The Yukawa matrices $y^u_{ij}$, $y^d_{ij}$, and $y^e_{ij}$are $3 \times 3$ complex matrices (one for each generation). Diagonalizing them produces the CKM quark mixing matrix and the fermion mass eigenstates.

6. Counting Degrees of Freedom

The full Standard Model Lagrangian brings together all sectors:

$$\mathcal{L}_{\mathrm{SM}} = \mathcal{L}_{\mathrm{gauge}} + \mathcal{L}_{\mathrm{fermion}} + \mathcal{L}_{\mathrm{Higgs}} + \mathcal{L}_{\mathrm{Yukawa}}$$

The bosonic degrees of freedom: 8 gluons $\times$ 2 polarizations = 16,$W^\pm$ with 3 polarizations each = 6, $Z^0$ with 3 = 3, photon with 2 = 2, Higgs with 1 = 1. Total bosonic: 28.

The fermionic degrees of freedom: 3 generations $\times$ (2 quarks $\times$ 3 colors$\times$ 2 chiralities $\times$ 2 spin + 2 leptons$\times$ 2 chiralities $\times$ 2 spin) = 3 $\times$ 30 = 90. Total fermionic: 90.

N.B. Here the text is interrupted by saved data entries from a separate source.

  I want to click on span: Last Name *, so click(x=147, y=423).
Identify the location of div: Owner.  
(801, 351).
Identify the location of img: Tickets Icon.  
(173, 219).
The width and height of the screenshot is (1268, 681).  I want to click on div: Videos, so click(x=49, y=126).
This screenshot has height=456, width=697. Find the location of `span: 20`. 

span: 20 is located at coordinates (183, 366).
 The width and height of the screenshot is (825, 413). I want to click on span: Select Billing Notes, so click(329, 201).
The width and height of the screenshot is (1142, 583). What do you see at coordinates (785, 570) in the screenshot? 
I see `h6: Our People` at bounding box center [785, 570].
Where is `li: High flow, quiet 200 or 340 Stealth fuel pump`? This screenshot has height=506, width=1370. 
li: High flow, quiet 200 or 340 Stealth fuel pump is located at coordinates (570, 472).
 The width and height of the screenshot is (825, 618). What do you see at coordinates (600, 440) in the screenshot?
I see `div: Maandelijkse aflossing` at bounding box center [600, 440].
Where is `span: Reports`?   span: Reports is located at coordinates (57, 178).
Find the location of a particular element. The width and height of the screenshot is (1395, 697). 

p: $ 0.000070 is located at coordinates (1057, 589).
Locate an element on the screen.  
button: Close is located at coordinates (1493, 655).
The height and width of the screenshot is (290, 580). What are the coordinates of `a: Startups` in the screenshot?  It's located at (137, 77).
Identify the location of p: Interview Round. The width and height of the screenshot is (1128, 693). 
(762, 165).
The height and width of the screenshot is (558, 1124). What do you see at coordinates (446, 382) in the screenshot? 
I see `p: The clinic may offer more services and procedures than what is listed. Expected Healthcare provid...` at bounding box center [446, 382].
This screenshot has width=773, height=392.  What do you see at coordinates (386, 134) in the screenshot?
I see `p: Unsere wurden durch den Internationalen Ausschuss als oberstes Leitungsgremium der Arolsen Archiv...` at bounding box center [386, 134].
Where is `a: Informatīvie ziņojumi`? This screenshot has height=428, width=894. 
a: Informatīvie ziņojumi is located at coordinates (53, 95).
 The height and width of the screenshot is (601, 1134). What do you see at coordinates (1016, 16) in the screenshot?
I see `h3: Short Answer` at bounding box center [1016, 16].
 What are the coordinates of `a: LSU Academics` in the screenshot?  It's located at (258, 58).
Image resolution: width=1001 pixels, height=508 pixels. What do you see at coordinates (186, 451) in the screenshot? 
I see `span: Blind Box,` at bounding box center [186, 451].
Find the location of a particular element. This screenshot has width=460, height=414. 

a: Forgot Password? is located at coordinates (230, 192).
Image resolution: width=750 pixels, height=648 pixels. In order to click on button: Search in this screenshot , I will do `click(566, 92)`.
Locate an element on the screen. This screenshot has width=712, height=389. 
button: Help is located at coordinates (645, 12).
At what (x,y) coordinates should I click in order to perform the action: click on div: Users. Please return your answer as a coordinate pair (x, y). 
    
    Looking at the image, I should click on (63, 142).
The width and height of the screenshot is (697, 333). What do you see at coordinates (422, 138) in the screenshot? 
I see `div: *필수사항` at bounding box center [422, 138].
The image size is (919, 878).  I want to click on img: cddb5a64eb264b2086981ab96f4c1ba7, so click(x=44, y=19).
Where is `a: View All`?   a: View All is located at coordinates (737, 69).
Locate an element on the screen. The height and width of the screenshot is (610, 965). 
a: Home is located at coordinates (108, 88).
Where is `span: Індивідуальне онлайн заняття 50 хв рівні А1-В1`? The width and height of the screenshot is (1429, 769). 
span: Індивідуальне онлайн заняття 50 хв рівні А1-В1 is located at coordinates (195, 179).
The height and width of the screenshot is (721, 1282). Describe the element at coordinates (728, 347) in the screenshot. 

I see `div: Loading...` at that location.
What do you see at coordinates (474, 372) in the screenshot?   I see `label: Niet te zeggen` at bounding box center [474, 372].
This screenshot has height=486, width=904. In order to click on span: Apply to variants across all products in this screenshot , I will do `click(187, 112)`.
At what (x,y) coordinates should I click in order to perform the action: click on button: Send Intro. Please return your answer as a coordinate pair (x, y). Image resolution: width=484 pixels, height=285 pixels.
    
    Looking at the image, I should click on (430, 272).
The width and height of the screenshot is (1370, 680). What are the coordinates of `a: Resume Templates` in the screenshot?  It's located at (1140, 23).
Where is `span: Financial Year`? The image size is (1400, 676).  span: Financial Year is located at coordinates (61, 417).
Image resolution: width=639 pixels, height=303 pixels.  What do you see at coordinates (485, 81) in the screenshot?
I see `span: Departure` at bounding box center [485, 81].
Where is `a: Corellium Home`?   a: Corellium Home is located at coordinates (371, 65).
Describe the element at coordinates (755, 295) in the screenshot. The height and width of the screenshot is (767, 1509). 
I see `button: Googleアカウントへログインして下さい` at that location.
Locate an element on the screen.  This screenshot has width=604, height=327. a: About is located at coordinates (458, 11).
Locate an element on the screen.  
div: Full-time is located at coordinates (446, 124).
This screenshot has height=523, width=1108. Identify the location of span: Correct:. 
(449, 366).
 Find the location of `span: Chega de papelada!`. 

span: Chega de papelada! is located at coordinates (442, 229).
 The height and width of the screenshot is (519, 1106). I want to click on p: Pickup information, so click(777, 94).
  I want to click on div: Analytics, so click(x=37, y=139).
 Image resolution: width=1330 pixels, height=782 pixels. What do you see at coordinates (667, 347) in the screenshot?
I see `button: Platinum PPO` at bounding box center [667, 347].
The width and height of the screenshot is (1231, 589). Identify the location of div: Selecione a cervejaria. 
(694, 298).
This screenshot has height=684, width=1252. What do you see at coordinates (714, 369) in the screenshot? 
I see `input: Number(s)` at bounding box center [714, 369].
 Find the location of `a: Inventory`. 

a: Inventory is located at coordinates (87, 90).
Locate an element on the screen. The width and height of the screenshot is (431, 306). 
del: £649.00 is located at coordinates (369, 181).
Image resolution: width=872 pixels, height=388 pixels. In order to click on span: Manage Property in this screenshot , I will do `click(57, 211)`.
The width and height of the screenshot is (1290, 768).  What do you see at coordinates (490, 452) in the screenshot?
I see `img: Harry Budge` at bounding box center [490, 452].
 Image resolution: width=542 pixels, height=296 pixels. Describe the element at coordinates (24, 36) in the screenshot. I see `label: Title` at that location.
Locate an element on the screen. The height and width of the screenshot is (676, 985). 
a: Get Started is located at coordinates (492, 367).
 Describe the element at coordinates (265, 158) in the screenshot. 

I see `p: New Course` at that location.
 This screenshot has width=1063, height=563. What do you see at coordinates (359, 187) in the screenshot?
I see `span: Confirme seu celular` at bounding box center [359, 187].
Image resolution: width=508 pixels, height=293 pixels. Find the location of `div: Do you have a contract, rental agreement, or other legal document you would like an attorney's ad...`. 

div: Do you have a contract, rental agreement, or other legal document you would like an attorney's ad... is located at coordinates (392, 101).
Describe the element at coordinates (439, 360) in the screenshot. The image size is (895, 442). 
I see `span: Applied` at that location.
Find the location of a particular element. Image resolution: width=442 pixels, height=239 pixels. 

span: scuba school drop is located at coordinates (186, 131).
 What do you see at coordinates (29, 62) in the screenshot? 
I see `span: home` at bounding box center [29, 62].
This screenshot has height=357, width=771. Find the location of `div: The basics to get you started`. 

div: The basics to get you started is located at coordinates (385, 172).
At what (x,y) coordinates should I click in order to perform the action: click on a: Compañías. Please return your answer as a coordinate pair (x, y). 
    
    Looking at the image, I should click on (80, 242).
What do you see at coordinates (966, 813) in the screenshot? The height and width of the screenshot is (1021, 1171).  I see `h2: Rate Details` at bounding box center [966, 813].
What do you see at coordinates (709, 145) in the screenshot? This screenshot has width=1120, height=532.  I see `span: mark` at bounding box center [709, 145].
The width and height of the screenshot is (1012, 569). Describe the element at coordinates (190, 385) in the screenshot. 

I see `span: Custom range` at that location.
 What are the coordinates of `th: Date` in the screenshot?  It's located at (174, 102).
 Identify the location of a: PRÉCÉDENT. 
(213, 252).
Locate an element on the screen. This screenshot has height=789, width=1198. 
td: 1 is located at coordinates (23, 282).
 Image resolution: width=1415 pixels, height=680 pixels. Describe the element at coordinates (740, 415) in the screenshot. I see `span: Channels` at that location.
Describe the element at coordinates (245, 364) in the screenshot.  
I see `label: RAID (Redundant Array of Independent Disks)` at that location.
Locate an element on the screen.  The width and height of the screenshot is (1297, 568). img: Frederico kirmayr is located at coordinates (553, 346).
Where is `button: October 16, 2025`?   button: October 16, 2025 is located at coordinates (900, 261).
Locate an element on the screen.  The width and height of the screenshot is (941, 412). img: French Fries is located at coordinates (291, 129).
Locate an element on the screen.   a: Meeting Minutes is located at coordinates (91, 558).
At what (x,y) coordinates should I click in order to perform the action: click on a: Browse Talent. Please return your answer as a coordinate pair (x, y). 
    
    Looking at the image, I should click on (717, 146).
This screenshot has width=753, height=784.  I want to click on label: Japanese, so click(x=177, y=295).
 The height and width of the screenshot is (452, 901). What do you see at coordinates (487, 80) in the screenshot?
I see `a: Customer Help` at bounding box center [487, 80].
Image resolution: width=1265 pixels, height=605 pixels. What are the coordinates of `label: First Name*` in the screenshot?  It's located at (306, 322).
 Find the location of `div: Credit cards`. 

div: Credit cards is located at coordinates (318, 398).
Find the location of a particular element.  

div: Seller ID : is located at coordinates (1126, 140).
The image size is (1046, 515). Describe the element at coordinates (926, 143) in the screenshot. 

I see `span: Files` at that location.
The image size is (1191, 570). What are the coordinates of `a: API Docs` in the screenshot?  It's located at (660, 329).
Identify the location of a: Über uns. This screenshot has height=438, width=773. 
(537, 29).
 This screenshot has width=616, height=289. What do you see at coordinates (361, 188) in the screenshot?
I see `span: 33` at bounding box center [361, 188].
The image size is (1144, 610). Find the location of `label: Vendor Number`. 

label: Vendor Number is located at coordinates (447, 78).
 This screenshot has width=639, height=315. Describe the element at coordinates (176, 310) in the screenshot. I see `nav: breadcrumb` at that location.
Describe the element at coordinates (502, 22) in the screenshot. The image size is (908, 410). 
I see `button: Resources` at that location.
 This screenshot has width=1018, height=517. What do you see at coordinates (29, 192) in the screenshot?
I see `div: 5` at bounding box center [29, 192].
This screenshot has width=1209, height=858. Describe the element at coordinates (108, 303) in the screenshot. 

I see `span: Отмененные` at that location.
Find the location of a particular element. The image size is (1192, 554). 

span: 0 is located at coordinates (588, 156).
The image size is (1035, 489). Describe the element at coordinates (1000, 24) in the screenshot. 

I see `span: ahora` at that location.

By contrast, the Einstein–Hilbert action for pure gravity contains only the metric$g_{\mu\nu}$ with its 2 physical (transverse-traceless) degrees of freedom:

$$S_{\mathrm{EH}} = \frac{1}{16\pi G}\int R\,\sqrt{-g}\,d^4x \quad \longleftrightarrow \quad S_{\mathrm{SM}} = \int\mathcal{L}_{\mathrm{SM}}\,\sqrt{-g}\,d^4x$$

The structural parallel is clear: both are built from curvatures of connections, but the SM curvature lives in an internal fibre bundle while the GR curvature lives in the tangent bundle of spacetime itself.